Emor: Challah with a Hole

When you invite a god to be with you, you want to be a good host. Being a good host for human guests always includes offering them food and drink. So the ancient peoples of the Middle East offered their gods bread and cake.

In his book Leviticus, 20th-century scholar Jacob Milgrom noted: “In Egypt the offerings are placed on the outer altar, but only the fresh bread and cakes are brought into the sanctuary and laid on mats (together with incense) before the god’s table … Ritual bread laying was an early custom in Mesopotamia, appearing in a Sumerian inscription of Urukagina of Lagash (c. 2340 BCE). Babylonians laid sweet unleavened bread before various deities, in twelves or multiples of twelve.”

The book of Exodus/Shemot describes the three holy containers in the inner sanctum of the Israelites’ sanctuary: the gold lampstand (menorah) for making light, the gold incense altar for making fragrant smoke, and the small gold-plated table for displaying bread. The display itself is only described in the book of Leviticus/Vayikra, in this week’s Torah portion, Emor (“say”). It begins:

You shall take fine flour, and you shall bake it into twelve challot; a challah shall be two tenths [of an eyfah in size]. And you shall put them in two rows, six in each row, upon the ritually-pure table in front of God. (Leviticus/Vayikra 24:5-6)

challah (חַלָּה), plural challot = loaf or cake made of finely-ground wheat flour, leavened or unleavened, probably  pierced with one or more holes (from the root verb chalal (חָלַל) = pierced through).

Half of the 14 references to challah in the Hebrew Bible specify that the challah shall be unleavened (matzah); in these cases, part of the challah is destined to be burned up on the altar, where leavening is banned. However, when the challah is destined to be eaten by people, it can be sourdough. (A thanksgiving offering, according to Leviticus 7:13, requires both unleavened challah to burn on the altar and leavened challah for people to eat.)

Other cultures in the ancient Middle East laid out bread in front of statues of their gods, and replaced the bread every day. The Israelites are forbidden to make a statue of their god, but the bread table stands in front of the innermost room of the tent, where God’s presence manifests over the ark. The bread is replaced only once a week. The twelve loaves are strictly symbolic; nobody pretends that God eats them. In fact, the Torah orders the priests to eat the week-old challot after the fresh loaves are laid out.

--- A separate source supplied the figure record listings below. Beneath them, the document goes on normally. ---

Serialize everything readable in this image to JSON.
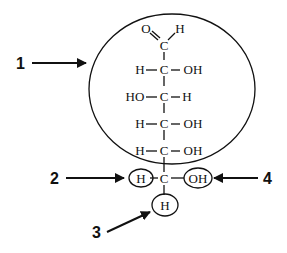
{
  "diagram": {
    "type": "chemical-structure",
    "molecule": "glucose-fischer-projection",
    "top": {
      "left": "O",
      "center": "C",
      "right": "H"
    },
    "rows": [
      {
        "left": "H",
        "center": "C",
        "right": "OH"
      },
      {
        "left": "HO",
        "center": "C",
        "right": "H"
      },
      {
        "left": "H",
        "center": "C",
        "right": "OH"
      },
      {
        "left": "H",
        "center": "C",
        "right": "OH"
      }
    ],
    "bottom": {
      "left": "H",
      "center": "C",
      "right": "OH",
      "below": "H"
    },
    "callouts": [
      {
        "id": "1",
        "label": "1",
        "target": "large circle around upper chain"
      },
      {
        "id": "2",
        "label": "2",
        "target": "circled H on bottom carbon"
      },
      {
        "id": "3",
        "label": "3",
        "target": "circled H below bottom carbon"
      },
      {
        "id": "4",
        "label": "4",
        "target": "circled OH on bottom carbon"
      }
    ]
  }
}
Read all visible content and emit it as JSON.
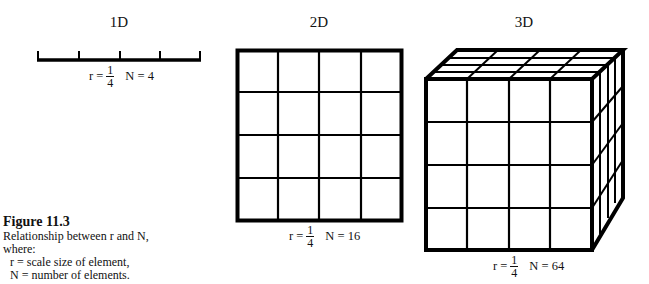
{
  "figure": {
    "panels": [
      {
        "title": "1D",
        "r_prefix": "r =",
        "r_numerator": "1",
        "r_denominator": "4",
        "n_label": "N = 4",
        "segments": 4
      },
      {
        "title": "2D",
        "r_prefix": "r =",
        "r_numerator": "1",
        "r_denominator": "4",
        "n_label": "N = 16",
        "grid": [
          4,
          4
        ]
      },
      {
        "title": "3D",
        "r_prefix": "r =",
        "r_numerator": "1",
        "r_denominator": "4",
        "n_label": "N = 64",
        "cube": [
          4,
          4,
          4
        ]
      }
    ],
    "caption": {
      "heading": "Figure 11.3",
      "line1": "Relationship between r and N,",
      "line2": "where:",
      "line3": "r = scale size of element,",
      "line4": "N = number of elements."
    },
    "colors": {
      "line": "#000000",
      "background": "#ffffff"
    }
  }
}
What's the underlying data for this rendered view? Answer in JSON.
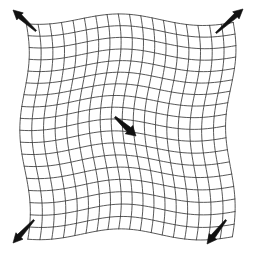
{
  "figure": {
    "background_color": "#ffffff",
    "grid_line_color": "#3a3a3a",
    "arrow_color": "#111111",
    "width": 255,
    "height": 255
  },
  "grid": {
    "columns": 18,
    "rows": 18,
    "line_width": 0.85,
    "bounds": {
      "left": 23,
      "top": 18,
      "right": 232,
      "bottom": 234
    },
    "distortion": {
      "type": "sinusoidal-wave",
      "x_amplitude": 5.0,
      "y_amplitude": 5.5,
      "x_frequency": 1.35,
      "y_frequency": 1.25,
      "x_phase": 0.45,
      "y_phase": 1.15,
      "cross_amplitude": 3.2
    }
  },
  "arrows": [
    {
      "name": "top-left-corner-vector",
      "label": "top-left",
      "x1": 36,
      "y1": 31,
      "x2": 13,
      "y2": 10,
      "head_at": "end",
      "direction": "up-left",
      "thickness": 2.4
    },
    {
      "name": "top-right-corner-vector",
      "label": "top-right",
      "x1": 216,
      "y1": 33,
      "x2": 243,
      "y2": 9,
      "head_at": "end",
      "direction": "up-right",
      "thickness": 2.4
    },
    {
      "name": "bottom-left-corner-vector",
      "label": "bottom-left",
      "x1": 34,
      "y1": 220,
      "x2": 13,
      "y2": 243,
      "head_at": "end",
      "direction": "down-left",
      "thickness": 2.4
    },
    {
      "name": "bottom-right-corner-vector",
      "label": "bottom-right",
      "x1": 226,
      "y1": 220,
      "x2": 207,
      "y2": 244,
      "head_at": "end",
      "direction": "down-left",
      "thickness": 2.4
    },
    {
      "name": "center-vector",
      "label": "center",
      "x1": 115,
      "y1": 117,
      "x2": 136,
      "y2": 136,
      "head_at": "end",
      "direction": "down-right",
      "thickness": 2.8
    }
  ]
}
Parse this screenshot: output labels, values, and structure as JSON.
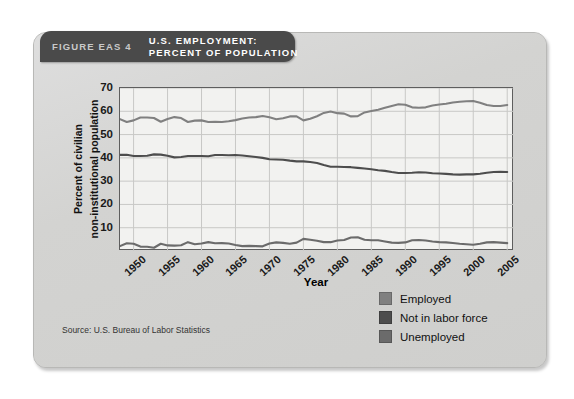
{
  "figure": {
    "number_label": "FIGURE EAS 4",
    "title_line1": "U.S. EMPLOYMENT:",
    "title_line2": "PERCENT OF POPULATION",
    "source": "Source: U.S. Bureau of Labor Statistics",
    "banner_bg": "#4a4a4a",
    "card_bg": "#d4d4d2",
    "plot_bg": "#f2f2f0"
  },
  "legend": {
    "position": "bottom-right",
    "items": [
      {
        "label": "Employed",
        "color": "#808080"
      },
      {
        "label": "Not in labor force",
        "color": "#4d4d4d"
      },
      {
        "label": "Unemployed",
        "color": "#6b6b6b"
      }
    ]
  },
  "chart_data": {
    "type": "line",
    "title": "U.S. EMPLOYMENT: PERCENT OF POPULATION",
    "xlabel": "Year",
    "ylabel": "Percent of civilian non-institutional population",
    "ylabel_line1": "Percent of civilian",
    "ylabel_line2": "non-institutional population",
    "xlim": [
      1948,
      2006
    ],
    "ylim": [
      0,
      70
    ],
    "yticks": [
      70,
      60,
      50,
      40,
      30,
      20,
      10
    ],
    "xticks": [
      1950,
      1955,
      1960,
      1965,
      1970,
      1975,
      1980,
      1985,
      1990,
      1995,
      2000,
      2005
    ],
    "grid": true,
    "legend_position": "outside bottom-right",
    "x": [
      1948,
      1949,
      1950,
      1951,
      1952,
      1953,
      1954,
      1955,
      1956,
      1957,
      1958,
      1959,
      1960,
      1961,
      1962,
      1963,
      1964,
      1965,
      1966,
      1967,
      1968,
      1969,
      1970,
      1971,
      1972,
      1973,
      1974,
      1975,
      1976,
      1977,
      1978,
      1979,
      1980,
      1981,
      1982,
      1983,
      1984,
      1985,
      1986,
      1987,
      1988,
      1989,
      1990,
      1991,
      1992,
      1993,
      1994,
      1995,
      1996,
      1997,
      1998,
      1999,
      2000,
      2001,
      2002,
      2003,
      2004,
      2005
    ],
    "series": [
      {
        "name": "Employed",
        "color": "#808080",
        "values": [
          56.6,
          55.4,
          56.1,
          57.3,
          57.3,
          57.1,
          55.5,
          56.7,
          57.5,
          57.1,
          55.4,
          56.0,
          56.1,
          55.4,
          55.5,
          55.4,
          55.7,
          56.2,
          56.9,
          57.3,
          57.5,
          58.0,
          57.4,
          56.6,
          57.0,
          57.8,
          57.8,
          56.1,
          56.8,
          57.9,
          59.3,
          59.9,
          59.2,
          59.0,
          57.8,
          57.9,
          59.5,
          60.1,
          60.7,
          61.5,
          62.3,
          63.0,
          62.8,
          61.7,
          61.5,
          61.7,
          62.5,
          62.9,
          63.2,
          63.8,
          64.1,
          64.3,
          64.4,
          63.7,
          62.7,
          62.3,
          62.3,
          62.7
        ]
      },
      {
        "name": "Not in labor force",
        "color": "#4d4d4d",
        "values": [
          41.3,
          41.3,
          40.8,
          40.8,
          40.9,
          41.5,
          41.4,
          40.9,
          40.2,
          40.4,
          40.8,
          40.8,
          40.8,
          40.7,
          41.2,
          41.2,
          41.1,
          41.2,
          41.0,
          40.7,
          40.4,
          40.0,
          39.4,
          39.3,
          39.2,
          38.8,
          38.5,
          38.5,
          38.2,
          37.8,
          36.9,
          36.2,
          36.2,
          36.1,
          36.0,
          35.7,
          35.4,
          35.1,
          34.7,
          34.4,
          33.9,
          33.5,
          33.5,
          33.6,
          33.8,
          33.7,
          33.4,
          33.3,
          33.1,
          32.9,
          32.8,
          32.9,
          32.9,
          33.2,
          33.6,
          33.9,
          34.0,
          33.9
        ]
      },
      {
        "name": "Unemployed",
        "color": "#6b6b6b",
        "values": [
          2.1,
          3.3,
          3.1,
          1.9,
          1.8,
          1.4,
          3.1,
          2.4,
          2.3,
          2.5,
          3.8,
          2.9,
          3.2,
          3.8,
          3.3,
          3.4,
          3.2,
          2.6,
          2.1,
          2.2,
          2.1,
          2.0,
          3.2,
          3.7,
          3.5,
          3.1,
          3.6,
          5.2,
          4.8,
          4.4,
          3.8,
          3.8,
          4.5,
          4.7,
          5.8,
          5.9,
          4.8,
          4.6,
          4.6,
          4.1,
          3.6,
          3.5,
          3.7,
          4.6,
          4.7,
          4.5,
          4.1,
          3.8,
          3.7,
          3.4,
          3.1,
          2.9,
          2.7,
          3.1,
          3.7,
          3.8,
          3.6,
          3.4
        ]
      }
    ]
  }
}
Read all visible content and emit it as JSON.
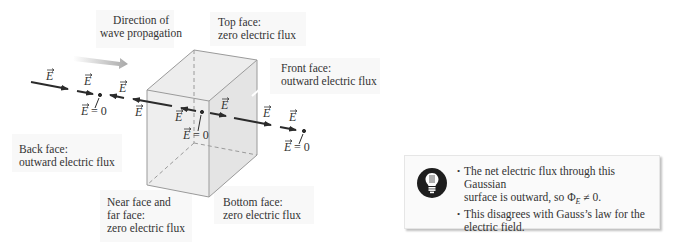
{
  "figure": {
    "wave_direction_label": [
      "Direction of",
      "wave propagation"
    ],
    "face_labels": {
      "top": [
        "Top face:",
        "zero electric flux"
      ],
      "front": [
        "Front face:",
        "outward electric flux"
      ],
      "back": [
        "Back face:",
        "outward electric flux"
      ],
      "near_far": [
        "Near face and",
        "far face:",
        "zero electric flux"
      ],
      "bottom": [
        "Bottom face:",
        "zero electric flux"
      ]
    },
    "field_symbol": "E",
    "field_zero_label": "= 0",
    "colors": {
      "arrow": "#2b2b2b",
      "cube_edge": "#9a9a9a",
      "cube_fill": "#ebebeb",
      "propagation_arrow": "#b9b9b9",
      "label_bg": "#f7f7f7"
    }
  },
  "note": {
    "icon": "lightbulb-icon",
    "bullets": [
      {
        "line1": "The net electric flux through this Gaussian",
        "line2": "surface is outward, so Φ",
        "sub": "E",
        "tail": " ≠ 0."
      },
      {
        "line1": "This disagrees with Gauss’s law for the",
        "line2": "electric field."
      }
    ]
  }
}
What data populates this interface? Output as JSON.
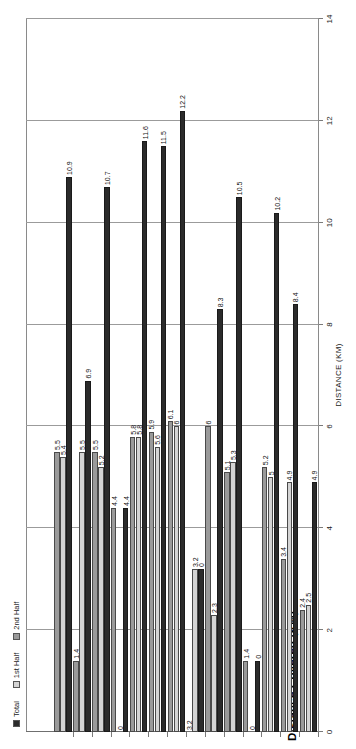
{
  "chart": {
    "title": "Distance Covered (KM)",
    "axis_title": "DISTANCE (KM)",
    "legend": [
      {
        "label": "Total",
        "color": "#2b2b2b"
      },
      {
        "label": "1st Half",
        "color": "#d4d4d4"
      },
      {
        "label": "2nd Half",
        "color": "#9a9a9a"
      }
    ]
  },
  "chart_data": {
    "type": "bar",
    "orientation": "horizontal",
    "title": "Distance Covered (KM)",
    "xlabel": "DISTANCE (KM)",
    "ylabel": "",
    "xlim": [
      0,
      14
    ],
    "xticks": [
      0,
      2,
      4,
      6,
      8,
      10,
      12,
      14
    ],
    "grid": true,
    "legend_position": "top-left",
    "categories": [
      "1",
      "2",
      "3",
      "4",
      "5",
      "6",
      "7",
      "8",
      "9",
      "10",
      "11",
      "12",
      "13",
      "14"
    ],
    "series": [
      {
        "name": "Total",
        "color": "#2b2b2b",
        "values": [
          10.9,
          6.9,
          10.7,
          4.4,
          11.6,
          11.5,
          12.2,
          3.2,
          8.3,
          10.5,
          1.4,
          10.2,
          8.4,
          4.9
        ]
      },
      {
        "name": "1st Half",
        "color": "#d4d4d4",
        "values": [
          5.4,
          5.5,
          5.2,
          0,
          5.8,
          5.6,
          6,
          3.2,
          2.3,
          5.3,
          0,
          5,
          4.9,
          2.5
        ]
      },
      {
        "name": "2nd Half",
        "color": "#9a9a9a",
        "values": [
          5.5,
          1.4,
          5.5,
          4.4,
          5.8,
          5.9,
          6.1,
          0,
          6,
          5.1,
          1.4,
          5.2,
          3.4,
          2.4
        ]
      }
    ],
    "labels": {
      "Total": [
        "10.9",
        "6.9",
        "10.7",
        "4.4",
        "11.6",
        "11.5",
        "12.2",
        "0",
        "8.3",
        "10.5",
        "0",
        "10.2",
        "8.4",
        "4.9"
      ],
      "1st Half": [
        "5.4",
        "5.5",
        "5.2",
        "0",
        "5.8",
        "5.6",
        "6",
        "3.2",
        "2.3",
        "5.3",
        "0",
        "5",
        "4.9",
        "2.5"
      ],
      "2nd Half": [
        "5.5",
        "1.4",
        "5.5",
        "4.4",
        "5.8",
        "5.9",
        "6.1",
        "3.2",
        "6",
        "5.1",
        "1.4",
        "5.2",
        "3.4",
        "2.4"
      ]
    }
  }
}
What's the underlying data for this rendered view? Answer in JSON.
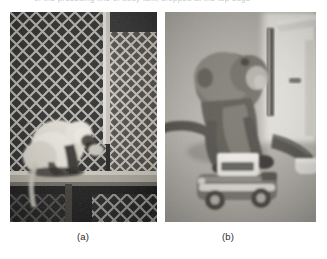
{
  "page": {
    "background_color": "#ffffff",
    "cropped_header_text": "of the preceding line of body text, cropped at the top edge"
  },
  "figure": {
    "panels": [
      {
        "id": "a",
        "caption": "(a)",
        "subject": "monkey behind chain-link fence sitting on a wooden ledge",
        "tone": "grayscale photograph",
        "dominant_colors": {
          "fence_dark": "#2a2a2a",
          "fence_wire": "#d8d8d8",
          "animal_light": "#e4e0d6",
          "ledge": "#b9b4a8",
          "shadow": "#111111"
        }
      },
      {
        "id": "b",
        "caption": "(b)",
        "subject": "monkey crouching over a toy car on a concrete ground",
        "tone": "grayscale photograph",
        "dominant_colors": {
          "ground": "#b8b5ae",
          "wall": "#e9e7e1",
          "animal": "#6d6a62",
          "toy_car_body": "#7a7770",
          "toy_car_highlight": "#efece6",
          "pipe": "#555249"
        }
      }
    ]
  }
}
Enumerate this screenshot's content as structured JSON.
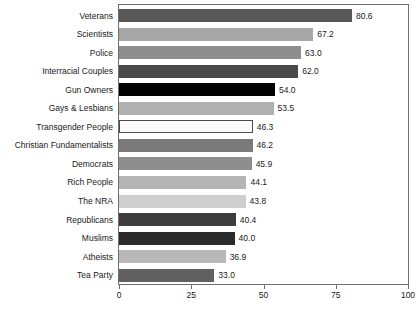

And you shall place as an addition to each row clear frankincense, and it shall become a memorial-portion for the bread, a fire-offering to God. Sabbath day after sabbath day it shall be arranged in rows in front of God, perpetually, as a covenant from the children of Israel forever. And it shall be for Aaron and for his sons; and he shall eat it in a holy place, because it is most holy for him, out of the fire-offerings of God; [this is] a decree forever. (Leviticus 24:7-9)

Unlike the unleavened challot people bring as offerings, the challot on the display table are never burned on the altar. Every seven days the priests set out fresh-baked challot and two new bowls of frankincense. They burn the previous week’s frankincense, so God can enjoy the fragrance (see my post Pinchas: Aromatherapy). Then the priests eat the stale bread.

This week’s Torah portion is the only place in the Hebrew Bible that calls the bread on the sanctuary table challah. Elsewhere it is simply “bread in rows” or “the bread of panim”, the bread that faces God. (See my post Terumah: Bread of Faces.) The twelve challot represent the twelve tribes of Israel, all lined up in front of God.

One might imagine each challah as a fluffy braided loaf, since that is what the challah that Jews eat on Shabbat today looks like. But the root of the word challah is challal, which means “pierced through”. The Torah uses the verb challal most often for fatal wounds, but the word also applies to window-openings in walls and to certain loaves or cakes.  Thus the challot in the Israelite sanctuary and temples might have looked like large bagels.

(Talmudic rabbis, considering the small size of the table—2 cubits by 1 cubit, about 4 square feet—speculated that each challah must have been shaped like a lidless rectangular box, so that one row would stack neatly on top of the other with no gaps. But since we do not know how much flour is in two-tenths of an eyfah, nor how dense the bread was, the table might just as well have held two rows of six bagel-shaped challot, one in front of the other.)

Does the shape matter? I think so. Bread begins as grain that grows as a gift from God or nature. But then humans add a lot of labor to transform that grain into bread. When we display our own creative work to God, are we showing off or expressing gratitude? A continuous loaf with no holes is full of itself; it leaves no empty spaces for God to fill. But a loaf with a hole in the middle says: “The center of my life is for You to fill with Your inspiration. I am building my life around that holy hole.”

That is what I want to say to the divine presence inside me.